© Gloria Arratia, Hans-Peter Schultze, Helmut Tischlinger. This is an open access article distributed under the terms of the Creative Commons Attribution License (CC BY 4.0), which permits unrestricted use, distribution, and reproduction in any medium, provided the original author and source are credited. Citation:
Arratia G, Schultze H-P, Tischlinger H (2019) On a remarkable new species of Tharsis, a Late Jurassic teleostean fish from southern Germany: its morphology and phylogenetic relationships. Fossil Record 22(1): 1-23. https://doi.org/10.5194/fr-22-1-2019 |
A complete morphological description, as preservation permits, is providedfor a new Late Jurassic fish species (Tharsis elleri) together witha revision and comparison of some morphological features of Tharsis dubius, one of the most common species from the Solnhofen limestone,southern Germany. An emended diagnosis of the genus Tharsis – nowincluding two species – is presented.
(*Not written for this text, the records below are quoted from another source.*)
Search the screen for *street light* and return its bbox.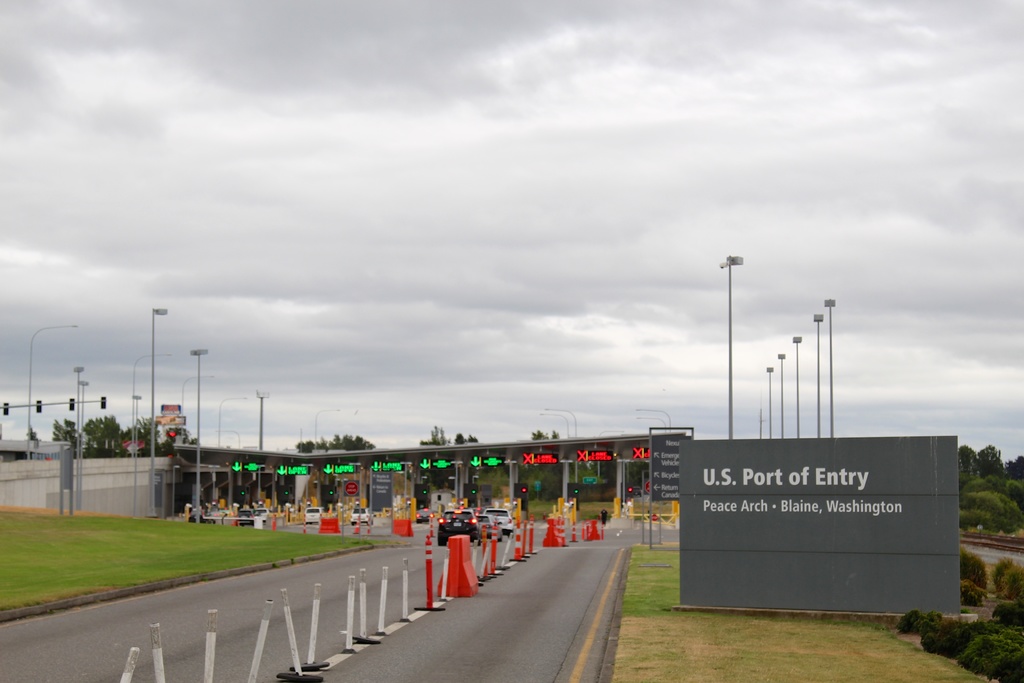
Found: 186, 345, 214, 520.
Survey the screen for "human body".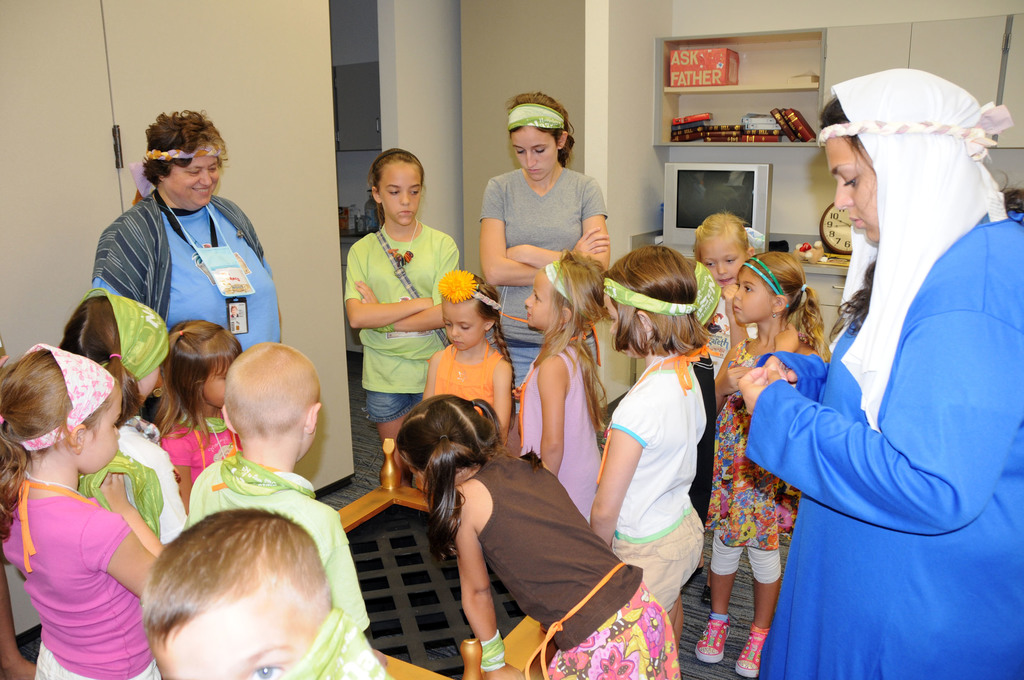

The new species is characterized by acombination of morphological characters, such as the presence of a completesclerotic ring formed by two bones placed anterior and posterior to the eye,a moderately short lower jaw with quadrate-mandibular articulation below theanterior half of the orbit, caudal vertebrae with neural and haemal archesfused to their respective vertebral centrum, and parapophyses fused to theirrespective centrum. A phylogenetic analysis based on 198 characters and43 taxa is performed. Following the phylogenetic hypothesis, the sister-grouprelationship Ascalaboidae plus more advanced teleosts stands above the nodeof Leptolepis coryphaenoides. Both nodes have strong support among teleosts. The resultsconfirm the inclusion of Ascalabos, Ebertichthys andTharsis as members of this extinct family. Tharsis ellerin. sp. (LSID urn:lsid:zoobank.org:act:6434E6F5-2DDD-48CF-A2B1-827495FE46E6,date: 13 December 2018) is so far restricted to one Upper Jurassic Germanlocality – Wegscheid Quarry near Schernfeld, Eichstätt – whereasTharsis dubius is known not only from Wegscheid Quarry, but alsofrom different localities in the Upper Jurassic of Bavaria, Germany, andCerin in France.